Fields of papers citing papers by Daniel Cramer
This network shows the impact of papers produced by Daniel Cramer. Nodes represent research fields, and links connect fields that are likely to share authors. Colored nodes show fields that tend to cite the papers produced by Daniel Cramer. The network helps show where Daniel Cramer may publish in the future.
Co-authors
The 25 scholars most cited alongside Daniel Cramer, linked wherever they have co-authored with each other. Click a name or a connecting line to browse the papers they share.
All Works
Showing the 20 most-cited of 23 papers — load more, or switch the sort, to bring in the rest.
| # | Work | ||
|---|---|---|---|
| 1 | 2006 | 149 | |
| 2 | 2008 | 118 | |
| 3 | 2009 | 59 | |
| 4 | 2007 | 58 | |
| 5 | 2007 | 54 | |
| 6 | 2005 | 45 | |
| 7 | 2016 | 44 | |
| 8 | 2008 | 41 | |
| 9 | 2007 | 40 | |
| 10 | 2004 | 33 | |
| 11 | 2001 | 27 | |
| 12 | 2004 | 26 | |
| 13 | 2008 | 26 | |
| 14 | 2002 | 23 | |
| 15 | 2016 | 12 | |
| 16 | 2015 | 11 | |
| 17 | 2002 | 7 | |
| 18 | 2022 | 5 | |
| 19 | Yeast beta-glucan amplifies phagocyte killing of iC3b-opsonized tumor cells via CR3-Syk-PI3-kinase pathway. | 2006 | 2 |
| 20 | 2008 | 2 |
About Daniel Cramer
Daniel Cramer is a scholar working on Hematology, Microbiology, Immunology, Molecular Medicine and Oncology, having authored 23 papers that have together received 785 indexed citations. Recurring topics across this work include Hematopoietic Stem Cell Transplantation (6 papers), Polysaccharides and Plant Cell Walls (6 papers), T-cell and B-cell Immunology (5 papers), Immune Cell Function and Interaction (4 papers), Fungal Biology and Applications (4 papers), Cancer Treatment and Pharmacology (3 papers), CAR-T cell therapy research (3 papers) and Immunotherapy and Immune Responses (3 papers). The work is most often cited by research in Immunology (363 citations), Hematology (127 citations), Transplantation (20 citations), Biotechnology (55 citations) and Oncology (160 citations). Daniel Cramer has collaborated with scholars based in United States, United Kingdom and Poland. Frequent co-authors include Jun Yan, Richard Hansen, Chuanlin Ding, Daniel J. Allendorf, José L. Marroquín, Bing Li, Suzanne T. Ildstad, Mariusz Z. Ratajczak, Yiming Huang and Bing Li. Their work appears in journals such as Stem Cells, The Journal of Immunology, Journal of Clinical Oncology, Transplantation and Cancer Research.
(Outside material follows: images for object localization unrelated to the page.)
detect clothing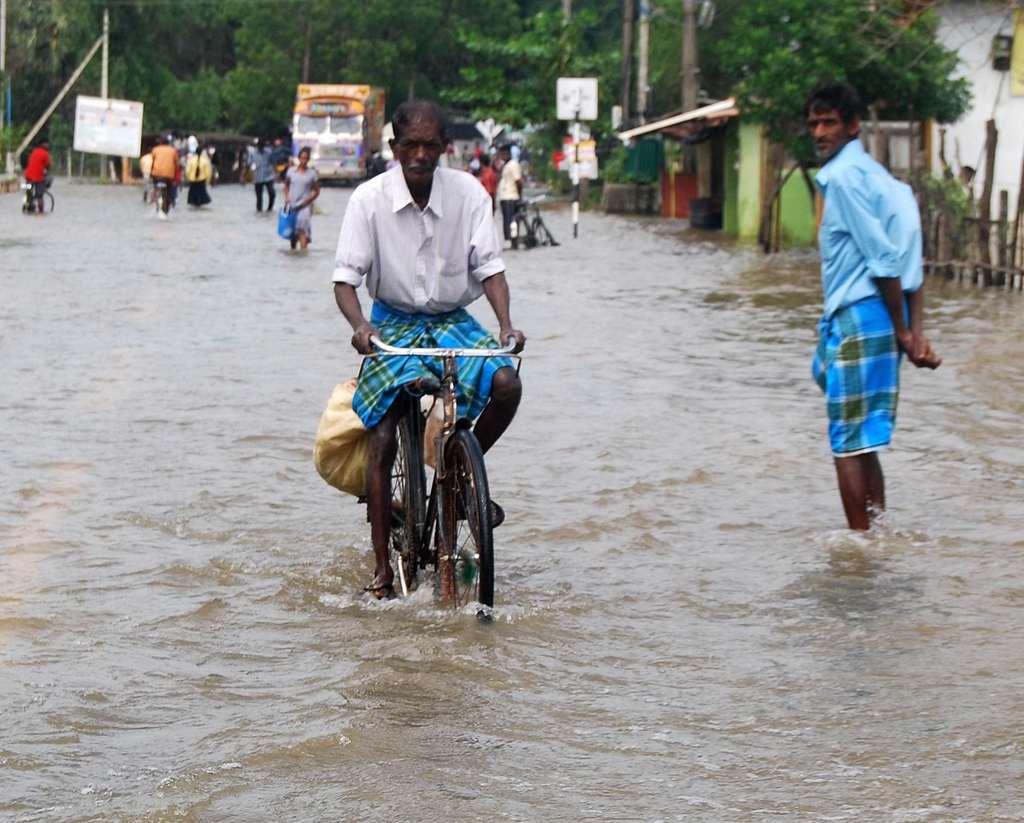
281/161/326/242
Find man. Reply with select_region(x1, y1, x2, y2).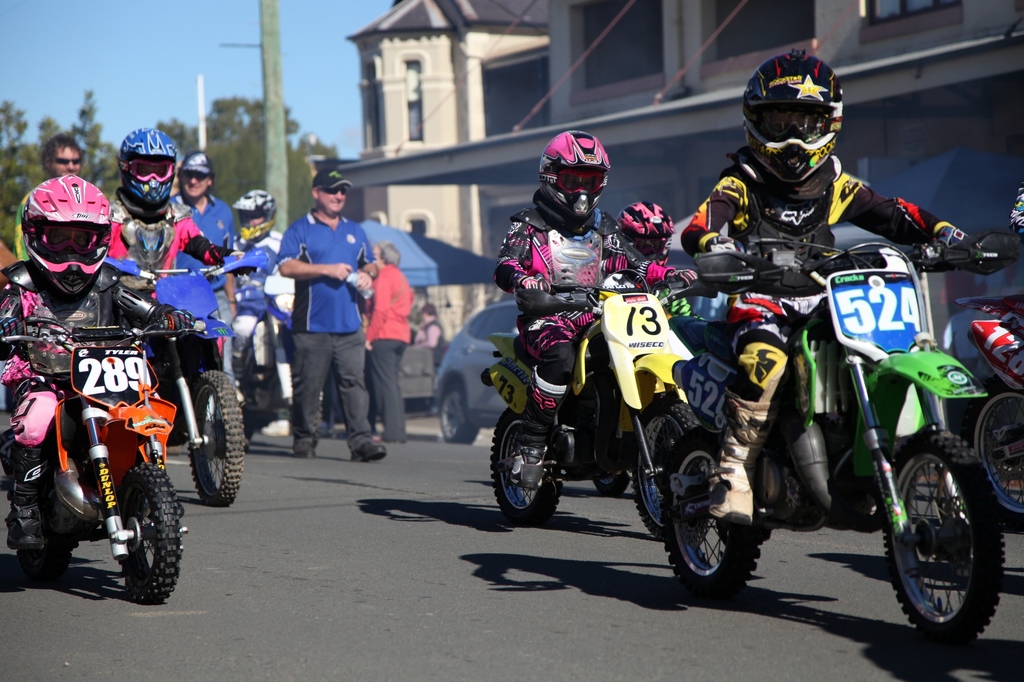
select_region(262, 181, 383, 469).
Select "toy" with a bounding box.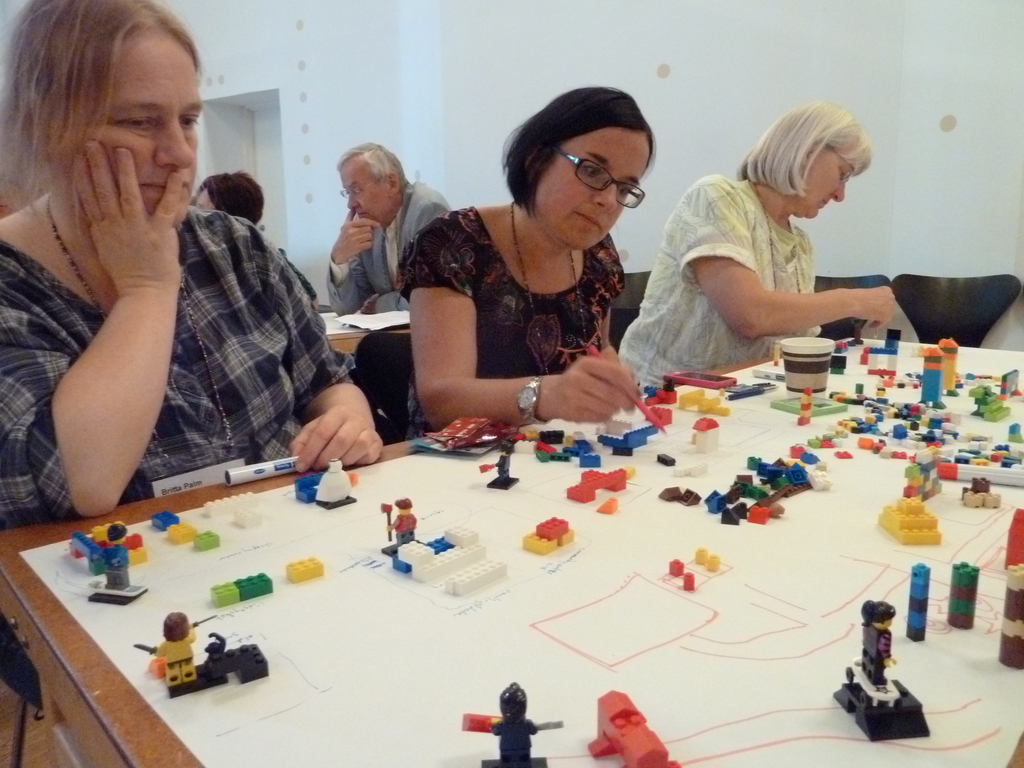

Rankless uses publication and citation data sourced from OpenAlex, an open and comprehensive bibliographic database. While OpenAlex provides broad and valuable coverage of the global research landscape, it—like all bibliographic datasets—has inherent limitations. These include incomplete records, variations in author disambiguation, differences in journal indexing, and delays in data updates. As a result, some metrics and network relationships displayed in Rankless may not fully capture the entirety of a scholar's output or impact.